Exercise requirements:
Reproduce the line with "Describe the element" and everything after it in the listing below, exactly, both ends included. No pictures.

Source data:

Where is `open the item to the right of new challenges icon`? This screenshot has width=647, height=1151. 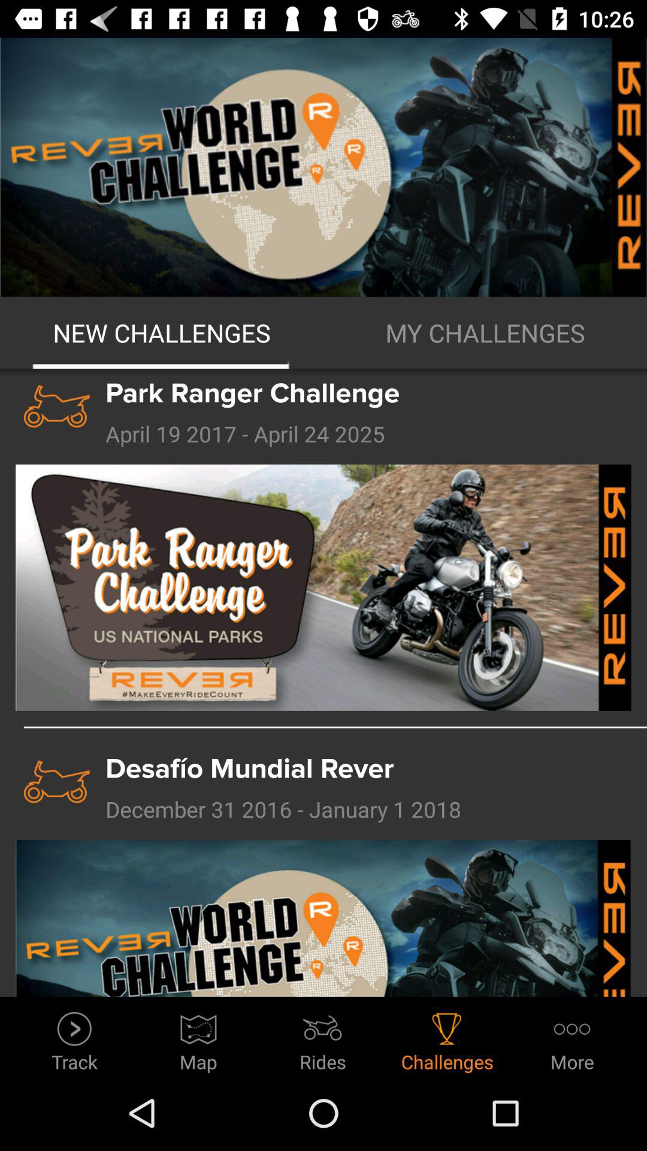
open the item to the right of new challenges icon is located at coordinates (486, 333).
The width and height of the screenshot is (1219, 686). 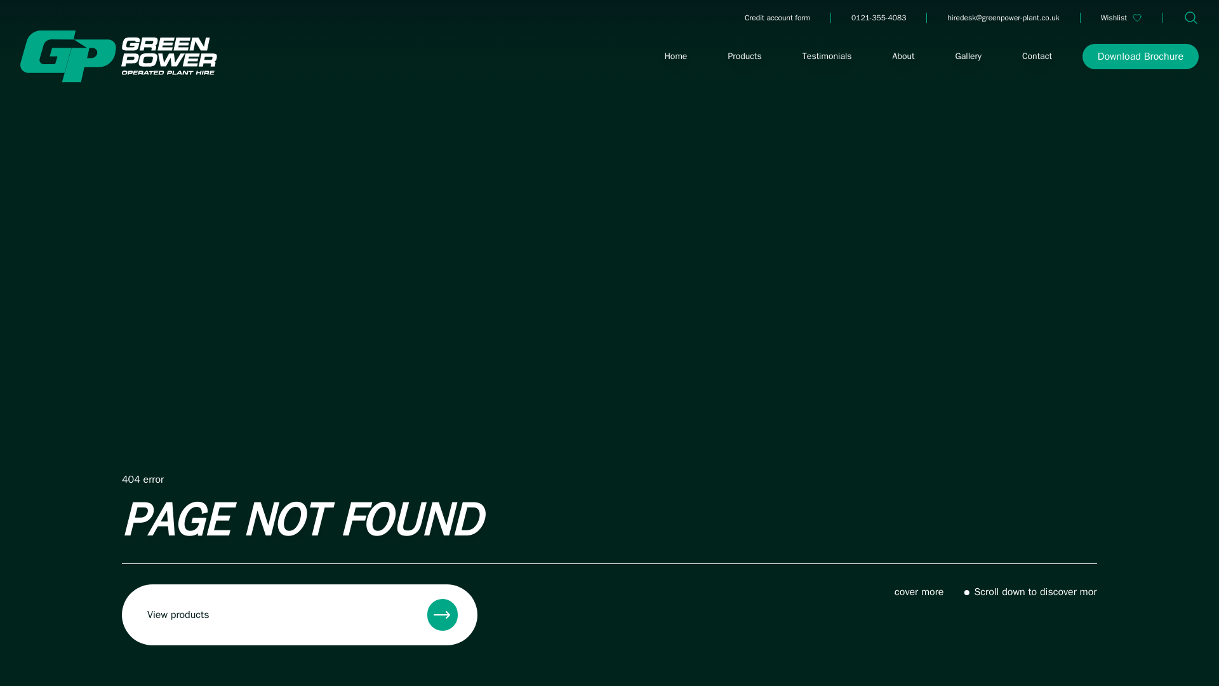 What do you see at coordinates (676, 56) in the screenshot?
I see `Home` at bounding box center [676, 56].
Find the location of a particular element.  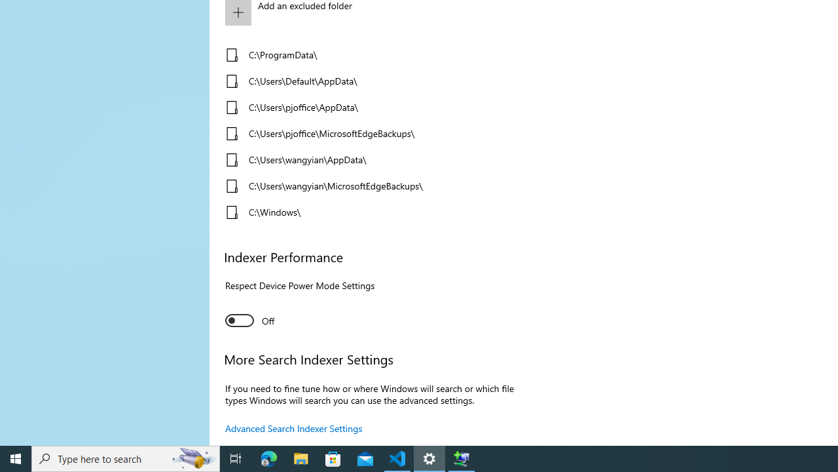

Visual Studio Code - 1 running window is located at coordinates (398, 459).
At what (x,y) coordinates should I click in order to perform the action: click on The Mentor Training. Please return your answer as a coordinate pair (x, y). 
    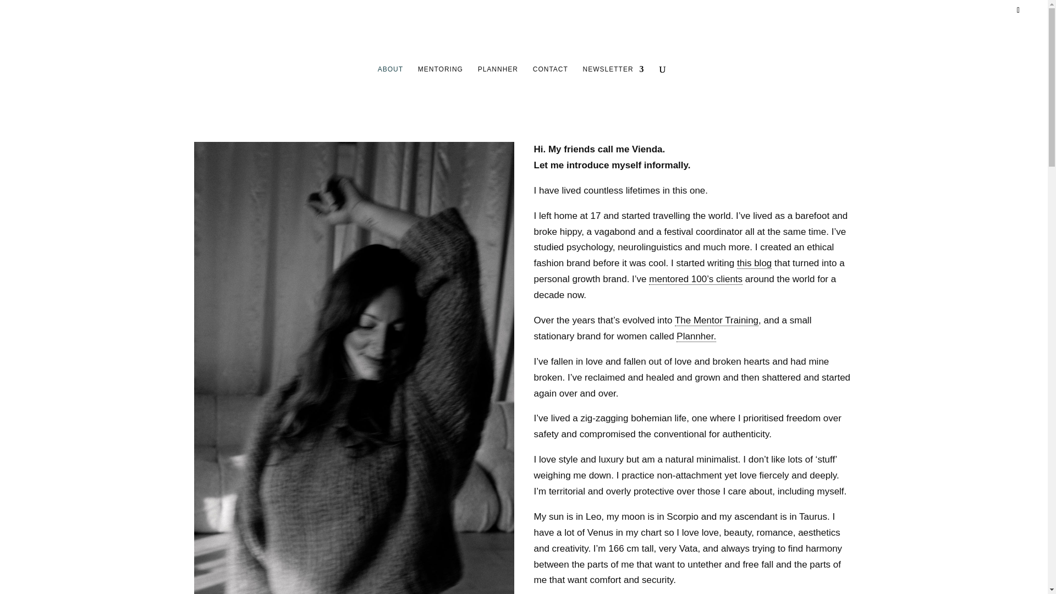
    Looking at the image, I should click on (716, 320).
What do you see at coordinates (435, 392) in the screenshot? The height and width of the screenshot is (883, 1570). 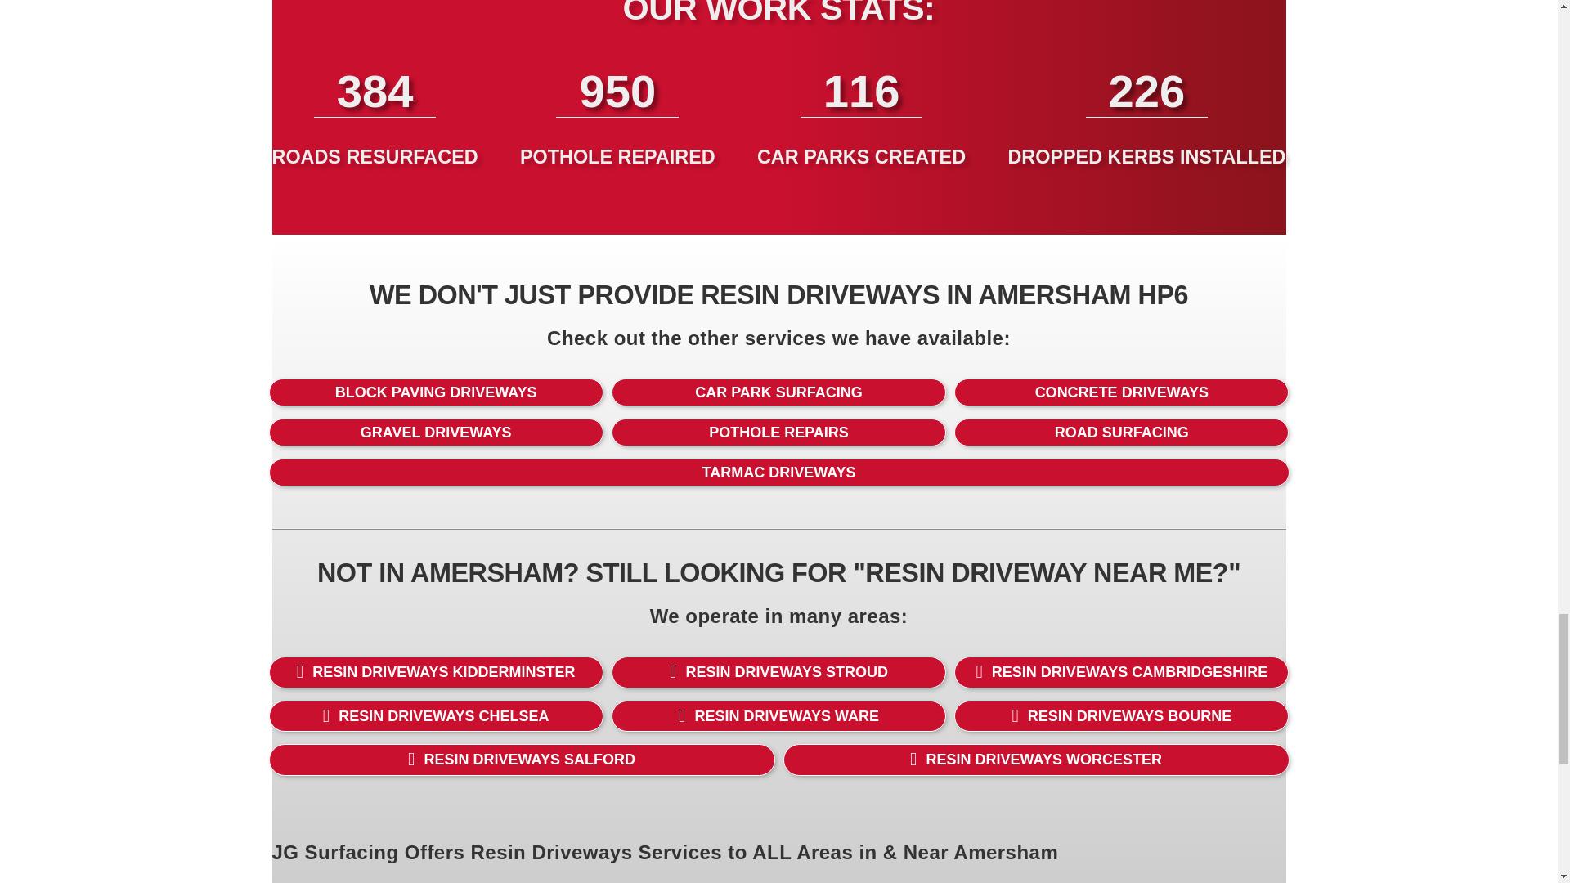 I see `BLOCK PAVING DRIVEWAYS` at bounding box center [435, 392].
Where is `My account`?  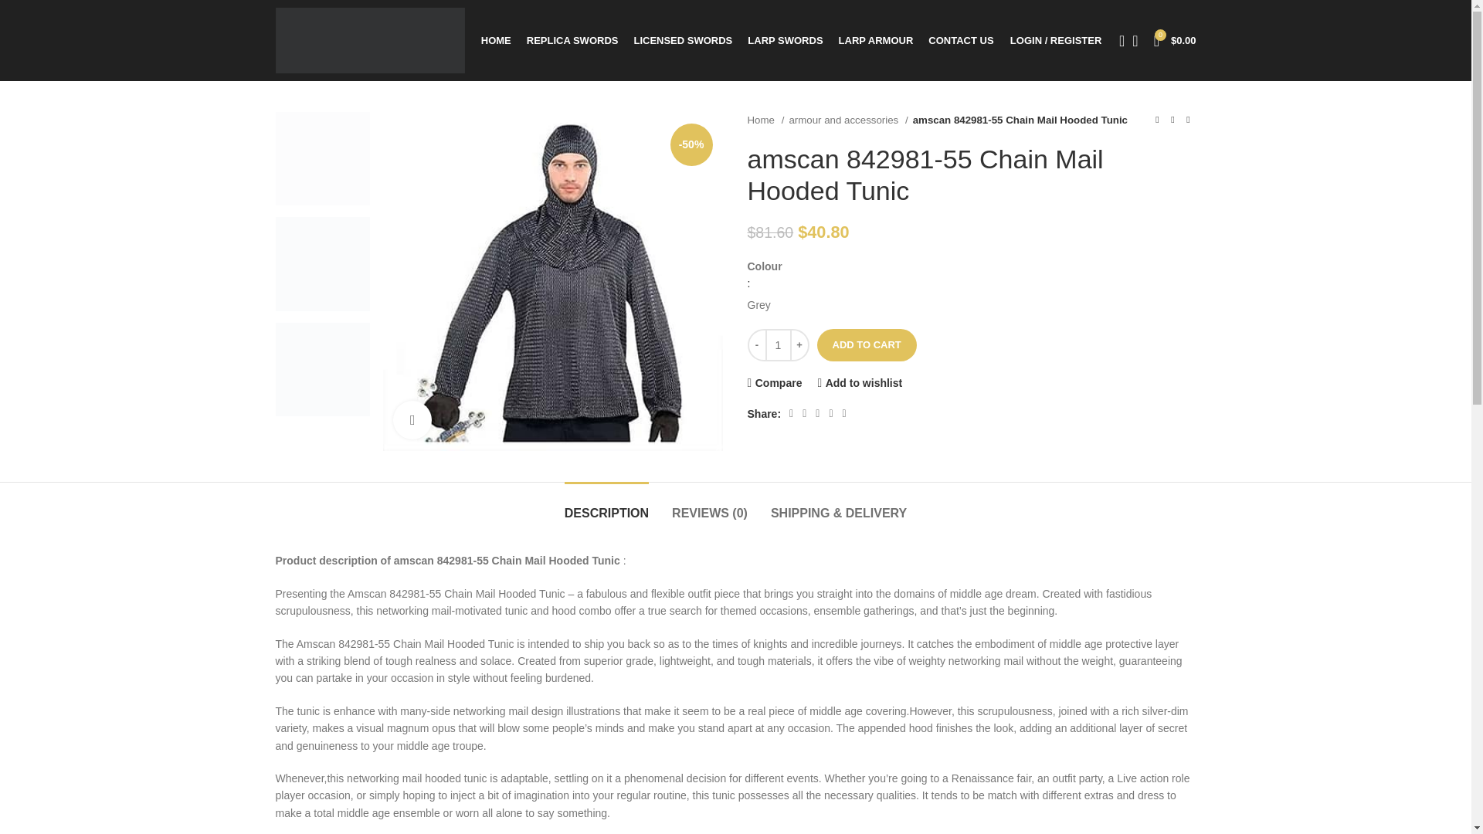 My account is located at coordinates (1055, 40).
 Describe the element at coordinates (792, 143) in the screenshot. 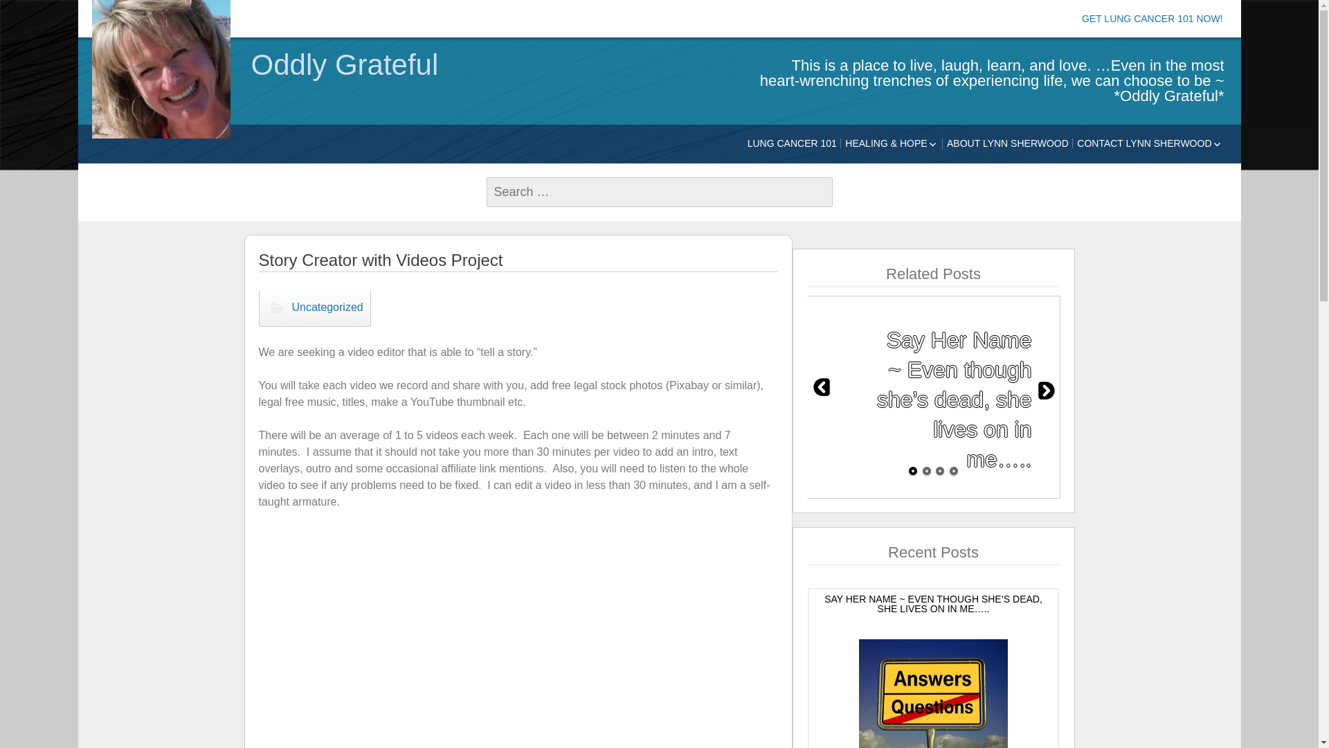

I see `LUNG CANCER 101` at that location.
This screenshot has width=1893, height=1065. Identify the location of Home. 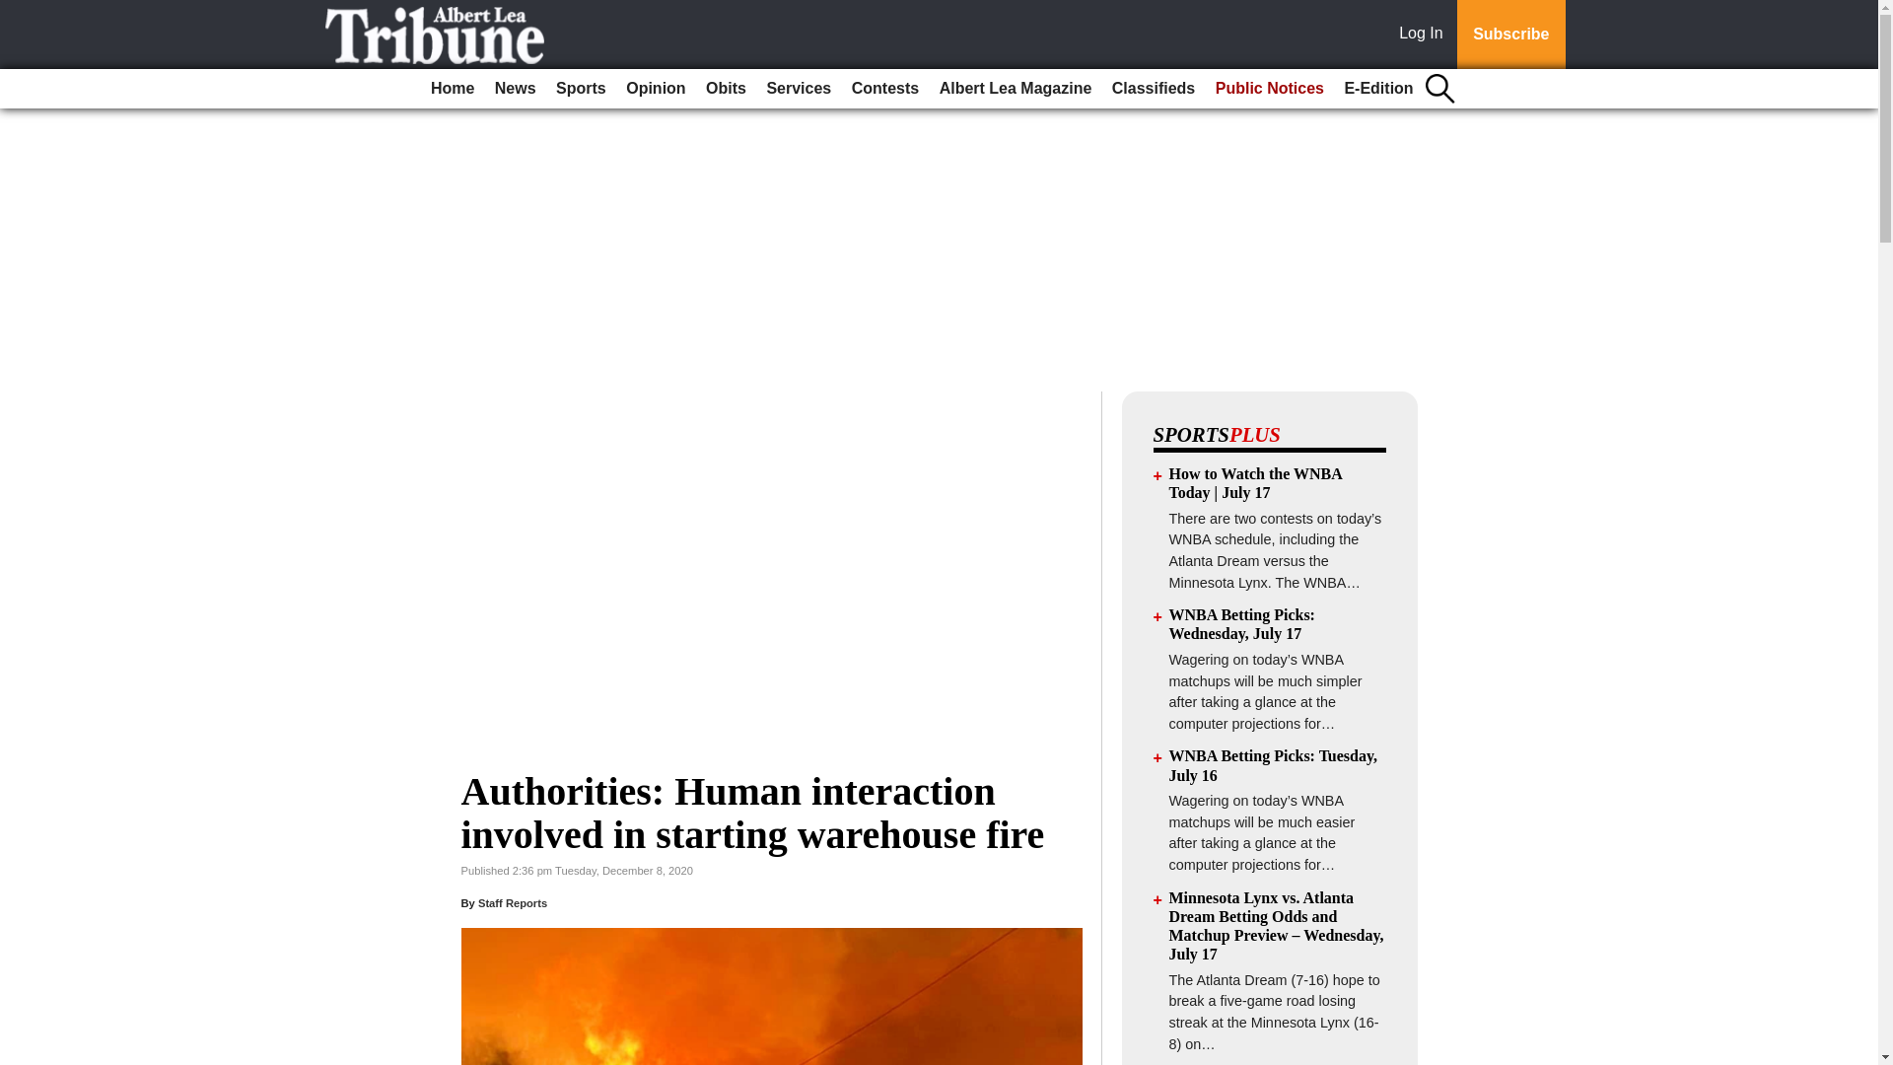
(452, 89).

Result:
 Describe the element at coordinates (792, 143) in the screenshot. 

I see `LUNG CANCER 101` at that location.
This screenshot has width=1893, height=1065. Identify the location of Home. 
(452, 89).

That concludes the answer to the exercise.